[llvm-dev] what are the rules about ssp function attributes?
Andrew Kelley via llvm-dev
llvm-dev at lists.llvm.org
Wed Dec 16 19:59:01 PST 2020
On 12/16/20 4:06 PM, Fāng-ruì Sòng wrote:
> LangRef needs to be clarified. Sent https://reviews.llvm.org/D93422
>
Thanks for the improved docs!
> The behavior change was due to https://reviews.llvm.org/D91816 . How
> does Zig end up merging the attributes
> while the inliner blocks such inlining?
Here is the zig code in question:
fn llshl(r: []Limb, a: []const Limb, shift: usize) void {
@setRuntimeSafety(debug_safety);
...
r[dst_i] = carry | @call(.{ .modifier = .always_inline },
math.shr, .{
...
So we have an "always inline" call from a function which has runtime
safety disabled. Currently, having runtime safety off for a function
means that it does not get "sspstrong" attribute.
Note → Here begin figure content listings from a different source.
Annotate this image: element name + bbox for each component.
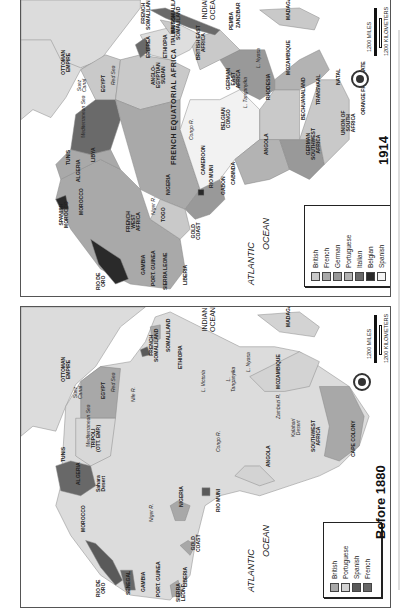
map-label: GABON	[221, 176, 226, 195]
legend-swatch-spanish	[377, 272, 386, 281]
legend-swatch-german	[333, 272, 342, 281]
scale-km-label: 1200 KILOMETERS	[383, 314, 389, 363]
legend-label-portuguese: Portuguese	[342, 546, 349, 579]
map-label: UNION OF SOUTH AFRICA	[341, 111, 356, 135]
legend-swatch-british	[311, 272, 320, 281]
map-label: TOGO	[161, 207, 166, 222]
map-label: Congo R.	[216, 431, 221, 452]
map-label: INDIAN OCEAN	[201, 307, 217, 332]
legend-label-italian: Italian	[356, 251, 363, 268]
map-label: ANGOLA	[264, 133, 269, 155]
map-label: RIO DE ORO	[96, 580, 106, 597]
map-label: Red Sea	[111, 66, 116, 85]
map-label: TUNIS	[66, 150, 71, 165]
map-label: TUNIS	[61, 447, 66, 462]
map-label: OTTOMAN EMPIRE	[61, 357, 71, 382]
scale-bar-1880: 1200 MILES 1200 KILOMETERS	[366, 315, 386, 365]
map-label: ETHIOPIA	[178, 345, 183, 369]
map-label: L. Tanganyika	[243, 77, 248, 108]
map-label: SIERRA LEONE	[163, 253, 168, 290]
legend-label-british: British	[331, 561, 338, 579]
map-label: Congo R.	[189, 119, 194, 140]
map-title-before-1880: Before 1880	[373, 465, 388, 539]
legend-label-belgian: Belgian	[367, 246, 374, 268]
map-label: ATLANTIC	[246, 549, 256, 592]
map-label: MOROCCO	[81, 505, 86, 532]
map-label: Sahara Desert	[96, 475, 106, 492]
map-label: GAMBIA	[141, 255, 146, 275]
map-label: OTTOMAN EMPIRE	[61, 50, 71, 75]
map-label: GERMAN SOUTHWEST AFRICA	[306, 128, 321, 160]
map-label: L. Tanganyika	[226, 367, 236, 392]
legend-swatch-belgian	[366, 272, 375, 281]
legend-label-british: British	[312, 250, 319, 268]
compass-rose-icon	[351, 70, 369, 88]
legend-swatch-portuguese	[344, 272, 353, 281]
map-label: Zambezi R.	[276, 393, 281, 419]
map-label: FRENCH SOMALILAND	[149, 329, 159, 362]
scale-km-label: 1200 KILOMETERS	[383, 7, 389, 56]
map-label: MOROCCO	[79, 188, 84, 215]
map-label: MOZAMBIQUE	[286, 40, 291, 75]
map-label: OCEAN	[261, 525, 271, 557]
map-label: FRENCH SOMALILAND	[141, 0, 151, 30]
map-label: RHODESIA	[266, 74, 271, 100]
scale-bar-1914: 1200 MILES 1200 KILOMETERS	[366, 8, 386, 58]
map-label: PEMBA	[229, 12, 234, 30]
map-label: SOUTHWEST AFRICA	[311, 420, 321, 452]
map-label: Red Sea	[111, 373, 116, 392]
map-label: ALGERIA	[76, 463, 81, 486]
map-label: NATAL	[336, 69, 341, 85]
map-label: GOLD COAST	[191, 535, 201, 553]
map-label: GAMBIA	[141, 572, 146, 592]
map-label: GOLD COAST	[191, 223, 201, 241]
map-label: BELGIAN CONGO	[221, 108, 231, 131]
legend-swatch-portuguese	[341, 583, 350, 592]
map-panel-1914: OTTOMAN EMPIRERed SeaSuez CanalERITREAFR…	[20, 0, 391, 297]
map-label: Nile R.	[131, 387, 136, 402]
map-label: TRANSVAAL	[316, 75, 321, 105]
map-title-1914: 1914	[376, 136, 391, 165]
legend-swatch-french	[322, 272, 331, 281]
map-label: ATLANTIC	[246, 242, 256, 285]
map-label: RIO DE ORO	[96, 273, 106, 290]
map-label: Suez Canal	[77, 79, 87, 92]
map-label: ANGOLA	[266, 445, 271, 467]
map-label: BRITISH EAST AFRICA	[196, 25, 206, 60]
map-label: TRIPOLI (OTT. EMP.)	[91, 425, 101, 452]
map-label: ERITREA	[146, 36, 151, 58]
map-label: Suez Canal	[73, 386, 83, 399]
page-margin-text	[398, 30, 400, 590]
map-label: L. Victoria	[201, 370, 206, 392]
region-rio-muni	[202, 488, 210, 496]
scale-miles-label: 1200 MILES	[366, 22, 372, 52]
map-label: MADAGASCAR	[286, 0, 291, 20]
legend-label-german: German	[334, 245, 341, 268]
map-label: ALGERIA	[76, 160, 81, 183]
map-label: INDIAN OCEAN	[201, 0, 217, 20]
map-label: Kalahari Desert	[291, 419, 301, 437]
legend-swatch-spanish	[352, 583, 361, 592]
map-label: Niger R.	[151, 197, 156, 215]
map-label: LIBYA	[91, 147, 96, 162]
map-label: NIGERIA	[166, 174, 171, 195]
map-label: EGYPT	[101, 75, 106, 92]
legend-label-french: French	[364, 559, 371, 579]
map-label: SOMALILAND	[166, 319, 171, 352]
legend-label-spanish: Spanish	[353, 556, 360, 580]
legend-1914: BritishFrenchGermanPortugueseItalianBelg…	[304, 205, 391, 287]
map-label: ANGLO- EGYPTIAN SUDAN	[151, 62, 166, 88]
legend-swatch-british	[330, 583, 339, 592]
map-label: NIGERIA	[179, 486, 184, 507]
map-label: SENEGAL	[126, 571, 131, 595]
map-label: RIO MUNI	[216, 489, 221, 512]
map-label: EGYPT	[101, 382, 106, 399]
map-label: FRENCH WEST AFRICA	[126, 211, 141, 232]
map-label: OCEAN	[261, 218, 271, 250]
map-label: Mediterranean Sea	[81, 95, 86, 138]
map-label: RIO MUNI	[209, 165, 214, 188]
map-label: PORT. GUINEA	[151, 250, 156, 286]
scale-miles-label: 1200 MILES	[366, 329, 372, 359]
map-label: BRITISH SOMALILAND	[171, 7, 181, 40]
map-label: PORT. GUINEA	[156, 561, 161, 597]
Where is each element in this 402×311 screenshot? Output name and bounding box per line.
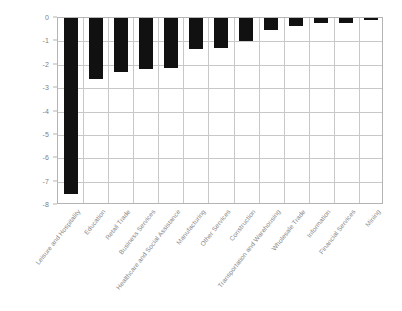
y-tick-label: -5 [43, 130, 49, 137]
x-tick-label: Education [82, 208, 106, 236]
bar-chart-figure: 0-1-2-3-4-5-6-7-8 Leisure and Hospitalit… [0, 0, 402, 311]
bar [239, 18, 253, 41]
y-tick-label: -6 [43, 154, 49, 161]
bar [214, 18, 228, 48]
y-tick-label: -1 [43, 37, 49, 44]
x-tick-label: Mining [364, 208, 382, 228]
y-tick-label: -7 [43, 177, 49, 184]
y-tick-label: -2 [43, 60, 49, 67]
bar [339, 18, 353, 23]
bar [164, 18, 178, 68]
y-tick-label: -8 [43, 201, 49, 208]
x-tick-label: Leisure and Hospitality [34, 208, 81, 266]
bar [139, 18, 153, 69]
bar [289, 18, 303, 26]
bar [314, 18, 328, 23]
bar [264, 18, 278, 30]
y-tick-label: -4 [43, 107, 49, 114]
bar [89, 18, 103, 79]
x-tick-label: Information [306, 208, 332, 239]
bar [364, 18, 378, 20]
bars-container [58, 18, 382, 203]
x-tick-label: Retail Trade [103, 208, 131, 241]
y-axis: 0-1-2-3-4-5-6-7-8 [0, 0, 57, 204]
y-tick-label: 0 [45, 14, 49, 21]
bar [114, 18, 128, 72]
plot-area [57, 17, 383, 204]
bar [64, 18, 78, 194]
y-tick-label: -3 [43, 84, 49, 91]
bar [189, 18, 203, 49]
In this particular code snippet the ideal behavior from zig's
perspective would be if LLVM allowed the always_inline without the ssp
attribute, and then did the thing that the new docs mention:
> If a function with
> the ``sspstrong`` attribute is inlined into a function with the
> ``ssp`` attribute, the attribute in the caller will upgrade to
> ``sspstrong``.
Otherwise, Zig will need to keep track of callees and then recursively
figure out whether an inline call prevents omitting stack protection
attributes. Doable, but repeating the work the LLVM pass is already doing.
> If a caller without ssp inlines a callee with ssp:
> the caller may alter %gs for its own purposes
> and will break the %gs usage in the callee.
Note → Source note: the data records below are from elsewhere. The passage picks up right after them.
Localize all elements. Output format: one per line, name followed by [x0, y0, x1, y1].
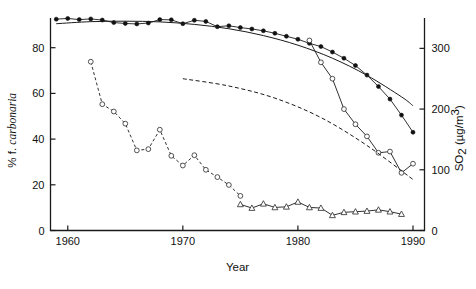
data-point-filled-circle: [89, 17, 93, 21]
data-point-filled-circle: [250, 27, 254, 31]
data-point-open-circle: [319, 60, 324, 65]
data-point-triangle: [376, 207, 382, 212]
data-point-triangle: [306, 204, 312, 209]
data-point-filled-circle: [399, 113, 403, 117]
data-point-filled-circle: [319, 45, 323, 49]
data-point-filled-circle: [66, 16, 70, 20]
x-tick-label: 1990: [401, 235, 425, 247]
series-line-0: [56, 18, 413, 132]
data-point-filled-circle: [296, 37, 300, 41]
y-tick-label-left: 40: [32, 133, 44, 145]
data-point-open-circle: [238, 193, 243, 198]
data-point-filled-circle: [123, 21, 127, 25]
data-point-triangle: [260, 201, 266, 206]
x-tick-label: 1960: [56, 235, 80, 247]
x-axis-title: Year: [226, 261, 249, 273]
data-point-filled-circle: [77, 18, 81, 22]
x-tick-label: 1970: [171, 235, 195, 247]
series-curve-4: [56, 21, 413, 106]
data-point-filled-circle: [238, 26, 242, 30]
y-tick-label-right: 100: [432, 164, 450, 176]
data-point-open-circle: [365, 134, 370, 139]
data-point-open-circle: [123, 121, 128, 126]
y-axis-title-right: SO2 (µg/m3): [449, 105, 468, 171]
data-point-open-circle: [111, 109, 116, 114]
data-point-open-circle: [388, 149, 393, 154]
data-point-filled-circle: [135, 22, 139, 26]
y-axis-title-left: % f. carbonaria: [6, 93, 18, 168]
y-tick-label-left: 0: [38, 225, 44, 237]
data-point-open-circle: [146, 147, 151, 152]
y-tick-label-right: 0: [432, 225, 438, 237]
series-curve-5: [183, 79, 413, 180]
data-point-open-circle: [353, 122, 358, 127]
data-point-open-circle: [180, 163, 185, 168]
y-tick-label-right: 200: [432, 103, 450, 115]
data-point-triangle: [295, 199, 301, 204]
data-point-filled-circle: [204, 19, 208, 23]
chart-figure: 1960197019801990Year0204060800100200300%…: [0, 0, 476, 289]
data-point-open-circle: [169, 153, 174, 158]
data-point-open-circle: [307, 38, 312, 43]
data-point-open-circle: [192, 153, 197, 158]
axis-frame: [51, 18, 425, 231]
y-tick-label-left: 60: [32, 87, 44, 99]
y-tick-label-left: 80: [32, 42, 44, 54]
y-tick-label-right: 300: [432, 42, 450, 54]
data-point-open-circle: [100, 102, 105, 107]
data-point-filled-circle: [376, 85, 380, 89]
data-point-filled-circle: [330, 50, 334, 54]
data-point-open-circle: [411, 161, 416, 166]
data-point-filled-circle: [342, 56, 346, 60]
data-point-filled-circle: [227, 24, 231, 28]
data-point-open-circle: [88, 59, 93, 64]
data-point-open-circle: [134, 148, 139, 153]
data-point-open-circle: [226, 183, 231, 188]
data-point-filled-circle: [273, 31, 277, 35]
data-point-open-circle: [330, 76, 335, 81]
data-point-filled-circle: [411, 130, 415, 134]
data-point-filled-circle: [192, 18, 196, 22]
data-point-filled-circle: [388, 97, 392, 101]
data-point-filled-circle: [284, 34, 288, 38]
x-tick-label: 1980: [286, 235, 310, 247]
series-line-2: [309, 40, 413, 172]
data-point-filled-circle: [353, 64, 357, 68]
data-point-filled-circle: [158, 18, 162, 22]
data-point-filled-circle: [169, 18, 173, 22]
data-point-open-circle: [157, 127, 162, 132]
data-point-filled-circle: [54, 17, 58, 21]
y-tick-label-left: 20: [32, 179, 44, 191]
data-point-triangle: [237, 201, 243, 206]
data-point-open-circle: [203, 167, 208, 172]
data-point-open-circle: [215, 175, 220, 180]
data-point-filled-circle: [261, 29, 265, 33]
data-point-open-circle: [342, 107, 347, 112]
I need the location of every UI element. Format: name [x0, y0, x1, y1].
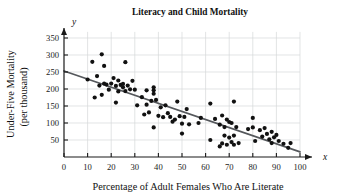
data-point: [116, 89, 120, 93]
data-point: [208, 138, 212, 142]
y-axis-title-line1: Under-Five Mortality: [5, 49, 16, 138]
x-tick-label: 10: [83, 162, 92, 172]
data-point: [161, 115, 165, 119]
data-point: [145, 88, 149, 92]
data-point: [114, 101, 118, 105]
chart-figure: 0102030405060708090100 50100150200250300…: [0, 0, 339, 196]
data-point: [166, 111, 170, 115]
data-point: [100, 52, 104, 56]
data-point: [180, 122, 184, 126]
data-point: [288, 141, 292, 145]
x-tick-label: 60: [201, 162, 210, 172]
x-tick-label: 30: [131, 162, 140, 172]
data-point: [126, 84, 130, 88]
data-point: [237, 141, 241, 145]
x-tick-label: 70: [225, 162, 234, 172]
data-point: [220, 113, 224, 117]
data-point: [152, 125, 156, 129]
data-point: [123, 60, 127, 64]
x-tick-label: 20: [107, 162, 116, 172]
data-point: [149, 99, 153, 103]
y-axis-arrow-icon: [61, 28, 67, 35]
data-point: [107, 88, 111, 92]
data-point: [222, 133, 226, 137]
data-point: [187, 122, 191, 126]
data-point: [196, 121, 200, 125]
data-point: [86, 77, 90, 81]
data-point: [222, 125, 226, 129]
data-point: [175, 99, 179, 103]
data-point: [109, 81, 113, 85]
data-point: [260, 135, 264, 139]
data-point: [97, 84, 101, 88]
data-point: [225, 143, 229, 147]
data-point: [258, 128, 262, 132]
data-point: [121, 82, 125, 86]
data-point: [265, 132, 269, 136]
data-point: [128, 87, 132, 91]
gridlines: [64, 32, 300, 157]
data-point: [251, 125, 255, 129]
data-point: [95, 74, 99, 78]
x-tick-label: 90: [272, 162, 281, 172]
data-point: [185, 107, 189, 111]
x-tick-label: 50: [178, 162, 187, 172]
data-point: [154, 98, 158, 102]
x-tick-label: 40: [154, 162, 163, 172]
data-point: [90, 60, 94, 64]
data-point: [220, 141, 224, 145]
y-tick-label: 150: [46, 101, 59, 111]
data-point: [130, 79, 134, 83]
data-point: [152, 92, 156, 96]
data-point: [168, 115, 172, 119]
data-point: [182, 115, 186, 119]
x-tick-label: 100: [294, 162, 307, 172]
y-axis-variable-name: y: [71, 17, 77, 27]
data-point: [133, 88, 137, 92]
data-point: [218, 123, 222, 127]
data-point: [135, 103, 139, 107]
x-tick-label: 0: [62, 162, 66, 172]
data-point: [208, 102, 212, 106]
data-points: [86, 52, 293, 150]
data-point: [178, 114, 182, 118]
data-point: [263, 126, 267, 130]
x-axis-arrow-icon: [305, 154, 312, 160]
data-point: [163, 103, 167, 107]
data-point: [156, 114, 160, 118]
y-axis-ticks: 50100150200250300350: [46, 33, 68, 145]
data-point: [147, 110, 151, 114]
y-tick-label: 250: [46, 67, 59, 77]
literacy-child-mortality-scatter-plot: 0102030405060708090100 50100150200250300…: [0, 0, 339, 196]
data-point: [270, 141, 274, 145]
x-axis-ticks: 0102030405060708090100: [62, 153, 307, 172]
data-point: [251, 116, 255, 120]
chart-title: Literacy and Child Mortality: [132, 7, 248, 17]
data-point: [286, 146, 290, 150]
data-point: [114, 84, 118, 88]
y-tick-label: 350: [46, 33, 59, 43]
data-point: [227, 136, 231, 140]
data-point: [213, 117, 217, 121]
data-point: [111, 76, 115, 80]
data-point: [100, 93, 104, 97]
y-tick-label: 300: [46, 50, 59, 60]
data-point: [142, 112, 146, 116]
data-point: [246, 127, 250, 131]
x-tick-label: 80: [249, 162, 258, 172]
data-point: [145, 103, 149, 107]
data-point: [232, 99, 236, 103]
x-axis-variable-name: x: [322, 152, 328, 162]
x-axis-title: Percentage of Adult Females Who Are Lite…: [92, 181, 284, 192]
data-point: [199, 116, 203, 120]
data-point: [232, 133, 236, 137]
data-point: [277, 139, 281, 143]
data-point: [93, 95, 97, 99]
data-point: [159, 105, 163, 109]
y-tick-label: 100: [46, 118, 59, 128]
data-point: [140, 95, 144, 99]
data-point: [234, 125, 238, 129]
data-point: [267, 137, 271, 141]
data-point: [180, 131, 184, 135]
data-point: [116, 78, 120, 82]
> (This one is required by the Linux kernel).
Wait a minute though, I don't understand why this needs to be the case.
If a caller without ssp inlines a callee with it, then it seems to me
that it should remove the ssp attribute from the callee at the callsite.
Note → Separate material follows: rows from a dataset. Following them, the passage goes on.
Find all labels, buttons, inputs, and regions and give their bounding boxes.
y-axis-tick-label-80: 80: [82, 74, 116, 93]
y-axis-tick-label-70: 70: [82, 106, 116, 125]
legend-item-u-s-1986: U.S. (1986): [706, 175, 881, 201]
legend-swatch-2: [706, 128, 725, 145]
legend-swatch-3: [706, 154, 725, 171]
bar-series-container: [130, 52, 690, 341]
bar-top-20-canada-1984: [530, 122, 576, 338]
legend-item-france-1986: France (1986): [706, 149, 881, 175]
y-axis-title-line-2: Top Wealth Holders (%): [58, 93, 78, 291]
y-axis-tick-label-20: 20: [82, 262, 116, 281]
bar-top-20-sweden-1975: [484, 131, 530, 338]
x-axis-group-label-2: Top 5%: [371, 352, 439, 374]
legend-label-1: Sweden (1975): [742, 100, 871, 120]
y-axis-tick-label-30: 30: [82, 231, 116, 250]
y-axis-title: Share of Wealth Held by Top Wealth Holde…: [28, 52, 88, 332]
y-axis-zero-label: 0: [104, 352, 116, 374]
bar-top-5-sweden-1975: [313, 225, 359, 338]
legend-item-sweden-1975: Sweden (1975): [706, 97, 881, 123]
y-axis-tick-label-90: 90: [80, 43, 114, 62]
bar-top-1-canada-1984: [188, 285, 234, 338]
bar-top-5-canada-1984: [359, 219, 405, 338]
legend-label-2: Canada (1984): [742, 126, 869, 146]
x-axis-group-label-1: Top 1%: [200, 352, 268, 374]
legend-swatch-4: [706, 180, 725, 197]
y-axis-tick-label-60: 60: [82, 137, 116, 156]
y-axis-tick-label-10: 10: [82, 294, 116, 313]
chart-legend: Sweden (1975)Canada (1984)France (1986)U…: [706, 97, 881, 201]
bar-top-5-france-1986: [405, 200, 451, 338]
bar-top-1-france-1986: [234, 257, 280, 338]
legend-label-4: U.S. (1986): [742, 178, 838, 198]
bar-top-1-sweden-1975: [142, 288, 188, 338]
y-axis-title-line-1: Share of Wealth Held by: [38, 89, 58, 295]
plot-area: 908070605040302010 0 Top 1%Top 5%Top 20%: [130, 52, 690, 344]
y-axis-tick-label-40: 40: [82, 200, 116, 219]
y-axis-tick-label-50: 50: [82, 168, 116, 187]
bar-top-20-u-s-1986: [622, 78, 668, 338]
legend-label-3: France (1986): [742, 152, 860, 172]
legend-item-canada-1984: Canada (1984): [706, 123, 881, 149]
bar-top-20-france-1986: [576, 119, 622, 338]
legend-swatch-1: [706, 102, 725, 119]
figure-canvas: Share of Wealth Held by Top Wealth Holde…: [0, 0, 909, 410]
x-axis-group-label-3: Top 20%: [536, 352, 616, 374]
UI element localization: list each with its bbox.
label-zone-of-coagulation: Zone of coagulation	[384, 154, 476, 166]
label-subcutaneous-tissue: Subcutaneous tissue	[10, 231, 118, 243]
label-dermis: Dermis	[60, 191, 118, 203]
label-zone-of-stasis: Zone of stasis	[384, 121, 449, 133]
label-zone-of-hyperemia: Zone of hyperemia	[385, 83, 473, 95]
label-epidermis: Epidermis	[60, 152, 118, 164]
The %gs/Linux thing makes it sound like ssp is an ABI guarantee rather
than a safety mechanism.
I suppose "always inline" should be implemented by zig itself before
generating LLVM IR, and then it will get to decide how inlining works.
Anyway, thanks for your time and for the information.
Andrew
>
> If a ssp caller inlines a callee without ssp:
> This one is a bit unclear to me why it needs to have such semantics,
> probably because
> the callee expresses an intention (no ssp) and the caller should respect it.